Reputation: 3476
I've started working on a Cloud Endpoint API as a first-time Python programmer (with experience in Java and PHP).
I would like to keep everything together in one API but split different resource calls over different files. The documentation gives this as an example:
an_api = endpoints.api(name='library', version='v1.0')
@an_api.api_class(resource_name='shelves')
class Shelves(remote.Service):
...
@an_api.api_class(resource_name='books', path='books')
class Books(remote.Service):
...
endpoints.api_server([an_api])
What I would like to do is put the Shelves
and Book
classes in different files since they're both going to get quite long. I've tried just moving them, but that results in an empty API discovery document because the files probably aren't loaded/run/interpreted when the API is started.
How can I fix this? I have a feeling it's going to be something with import
but I can't figure it out...
Thanks!
Upvotes: 2
Views: 1197
Reputation: 163
https://cloud.google.com/appengine/docs/python/endpoints/api_server This worked for me
import endpoints
from main import an_api
from ShelvesClass import Shelves
from BookClass import Books
application = endpoints.api_server([an_api])
Upvotes: 1
Reputation: 7752
Yes, you have to sure that the api classes are properly imported, but if there was a problem with this you'd be getting some runtime exception rather than an empty discovery document.
The problem I can see is you're creating the api server with the an_api
object which you use to decorate your actual API classes. You should do the following instead:
an_api = endpoints.api(name='library', version='v1.0')
@an_api.api_class(resource_name='shelves')
class Shelves(remote.Service):
...
@an_api.api_class(resource_name='books', path='books')
class Books(remote.Service):
...
endpoints.api_server([Shelves, Books])
To then go from this to a multi-module API, you'll easily run into a circular dependency situation (something that Python cannot deal with). You then need a common module where you define an_api
; a set of API modules that implement a part of the API, all of which import
the common module; and then you'll need a main module that calls endpoints.api_server
.
A note: in the Python world it's not uncommon for a single module (file) to be quite long indeed and have very many classes in it; this may seem very odd coming from Java or well-structured PHP.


■ **Task item**: What follows is a set of records; restate each one word for word and drop the pictures.

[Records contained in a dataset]
____

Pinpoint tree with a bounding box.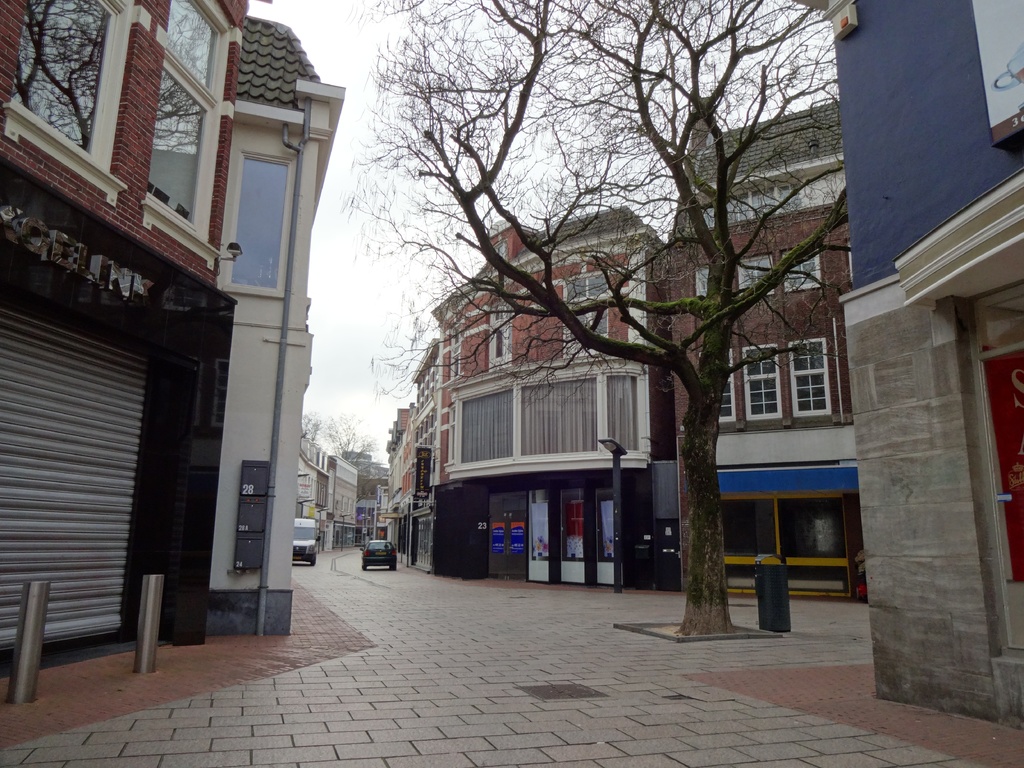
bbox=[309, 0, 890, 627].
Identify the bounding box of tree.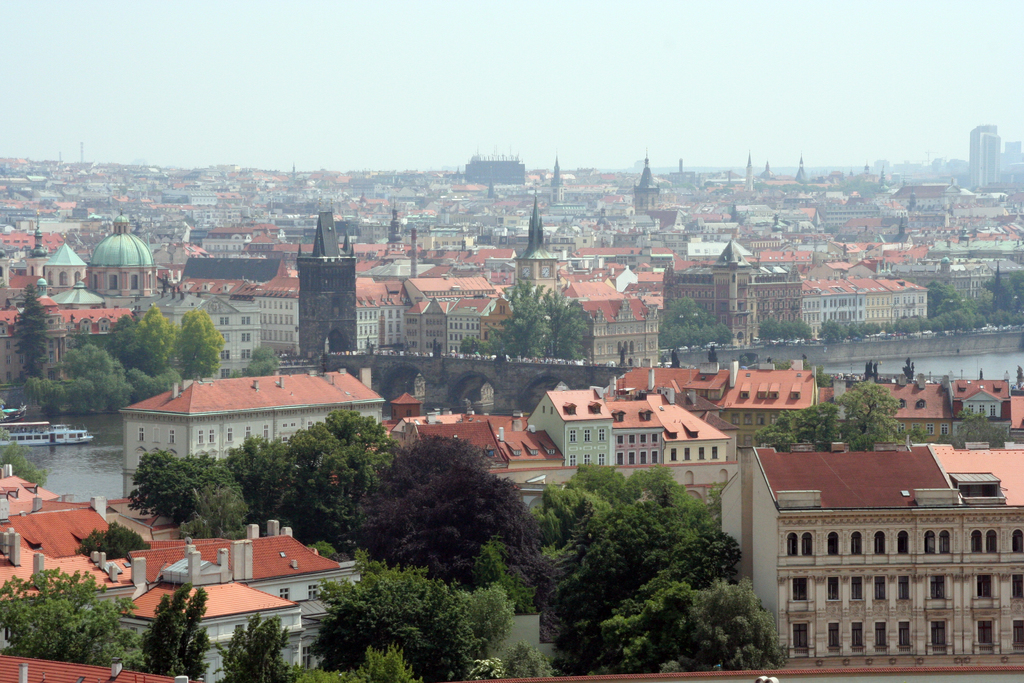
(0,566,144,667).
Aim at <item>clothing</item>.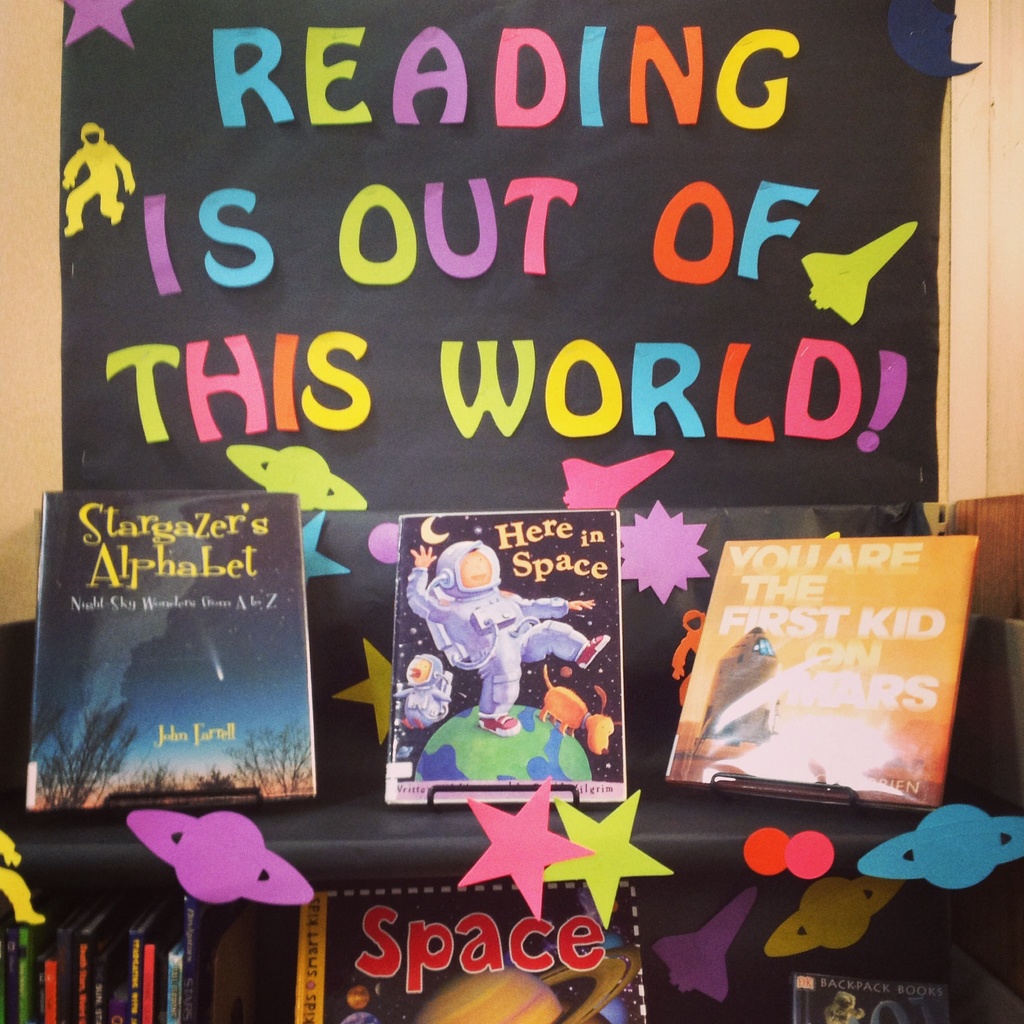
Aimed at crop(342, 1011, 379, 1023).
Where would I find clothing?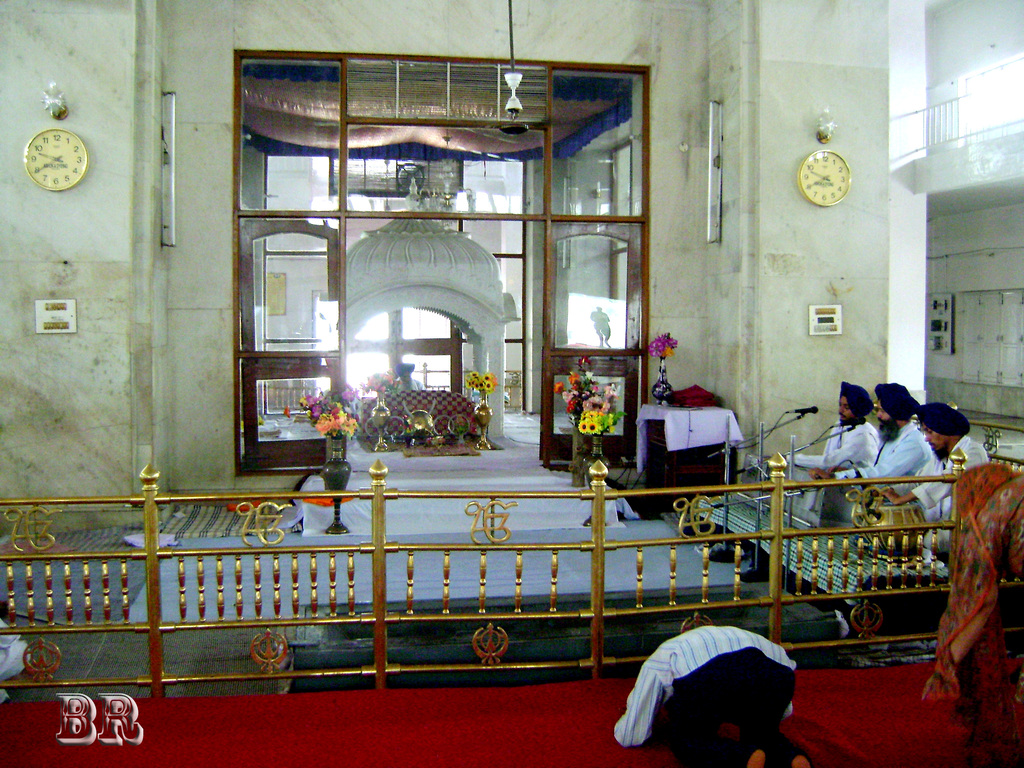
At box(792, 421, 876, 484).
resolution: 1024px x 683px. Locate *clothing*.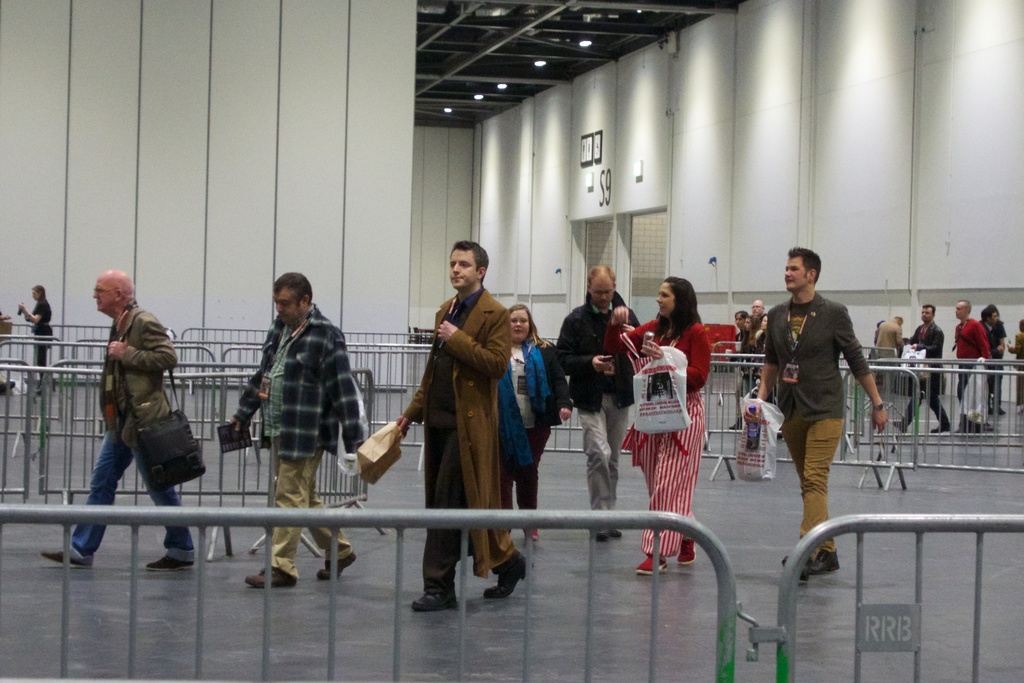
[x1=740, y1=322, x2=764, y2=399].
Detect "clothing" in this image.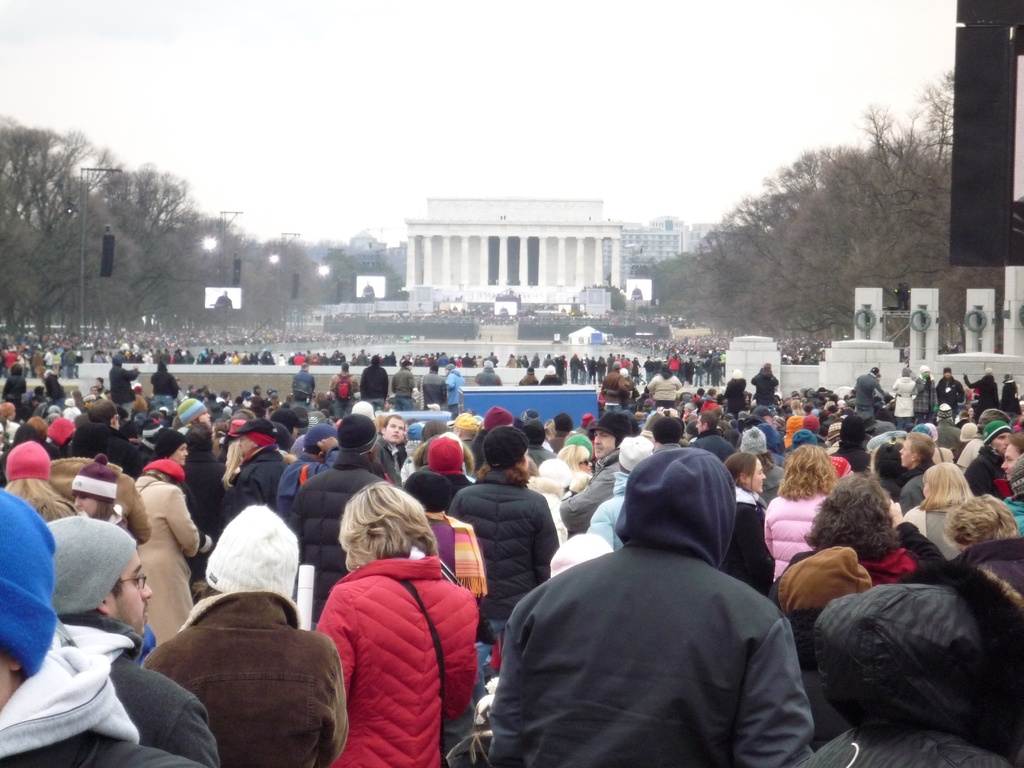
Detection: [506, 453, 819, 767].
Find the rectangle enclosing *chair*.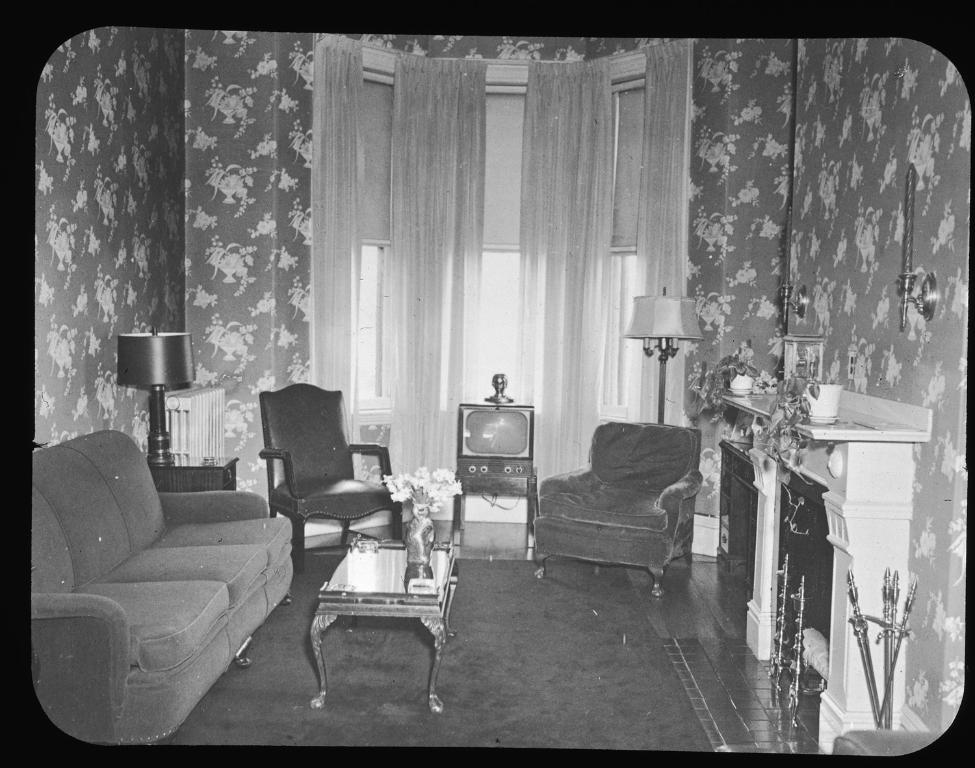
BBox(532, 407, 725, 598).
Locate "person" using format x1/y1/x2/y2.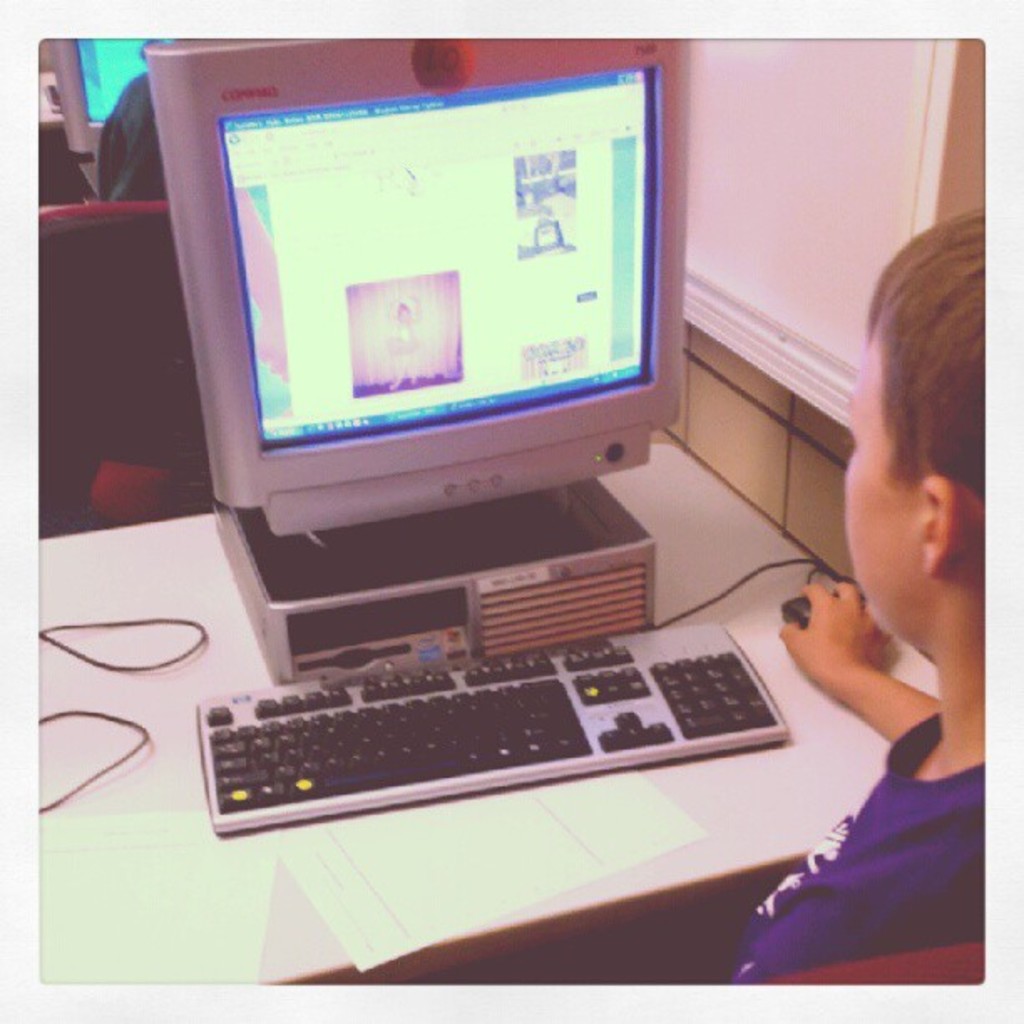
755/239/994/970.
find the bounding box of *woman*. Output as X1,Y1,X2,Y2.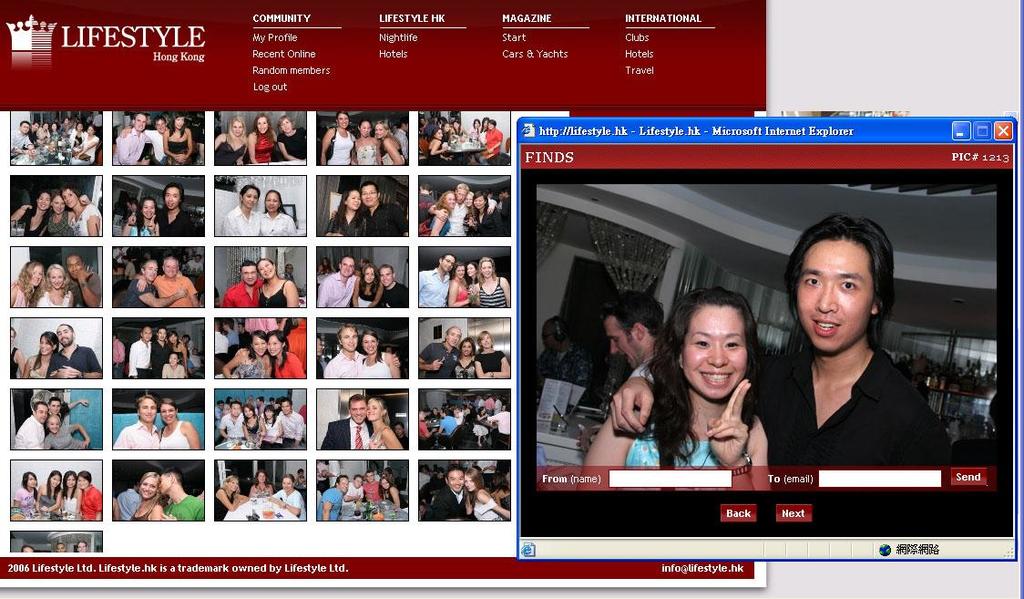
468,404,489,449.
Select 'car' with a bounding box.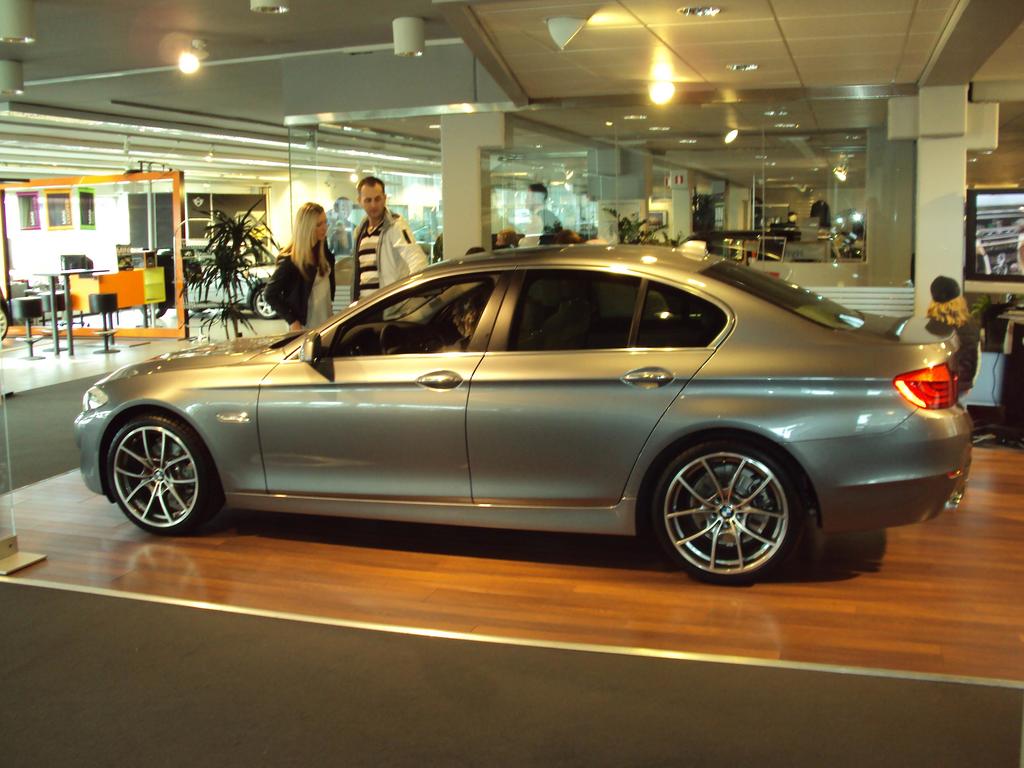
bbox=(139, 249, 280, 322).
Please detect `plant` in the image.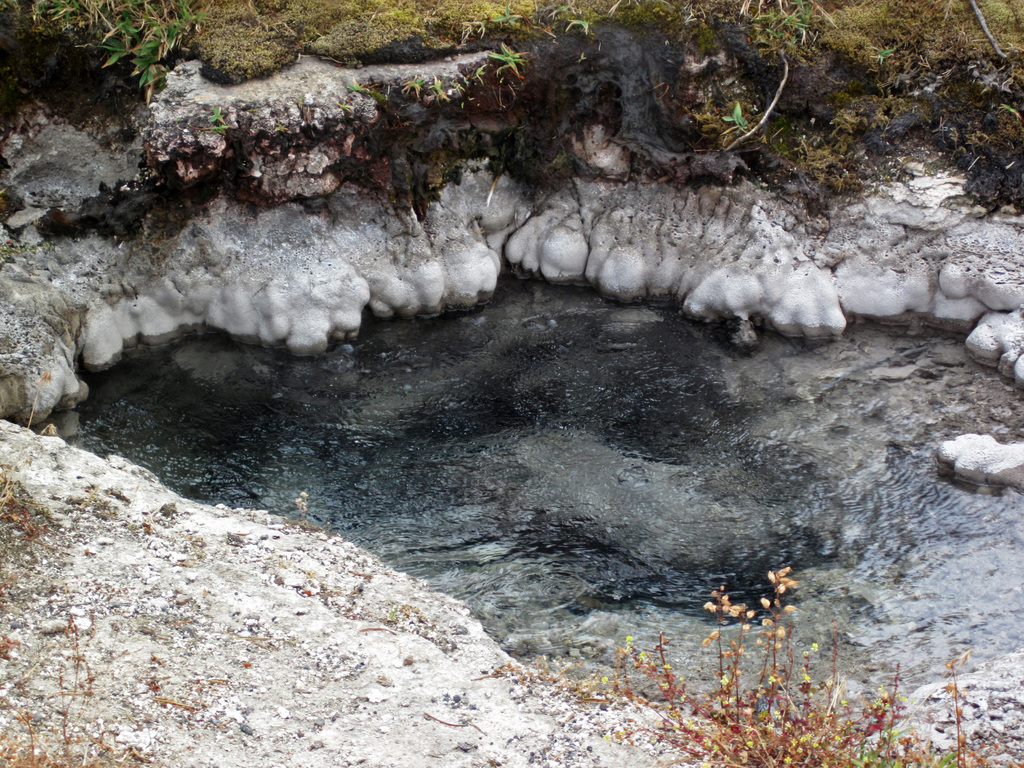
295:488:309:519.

____

■ **Solution**:
Pinpoint tree with a bounding box.
bbox=[309, 0, 890, 627].
Identify the bounding box of tree.
(0,566,144,667).
Aim at <item>clothing</item>.
Aimed at crop(342, 1011, 379, 1023).
Where would I find clothing?
At box(792, 421, 876, 484).
resolution: 1024px x 683px. Locate *clothing*.
[x1=740, y1=322, x2=764, y2=399].
Detect "clothing" in this image.
Detection: [506, 453, 819, 767].
Find the rectangle enclosing *chair*.
BBox(532, 407, 725, 598).
Locate "person" using format x1/y1/x2/y2.
755/239/994/970.
find the bounding box of *woman*. Output as X1,Y1,X2,Y2.
468,404,489,449.
Select 'car' with a bounding box.
bbox=(139, 249, 280, 322).
Please detect `plant` in the image.
295:488:309:519.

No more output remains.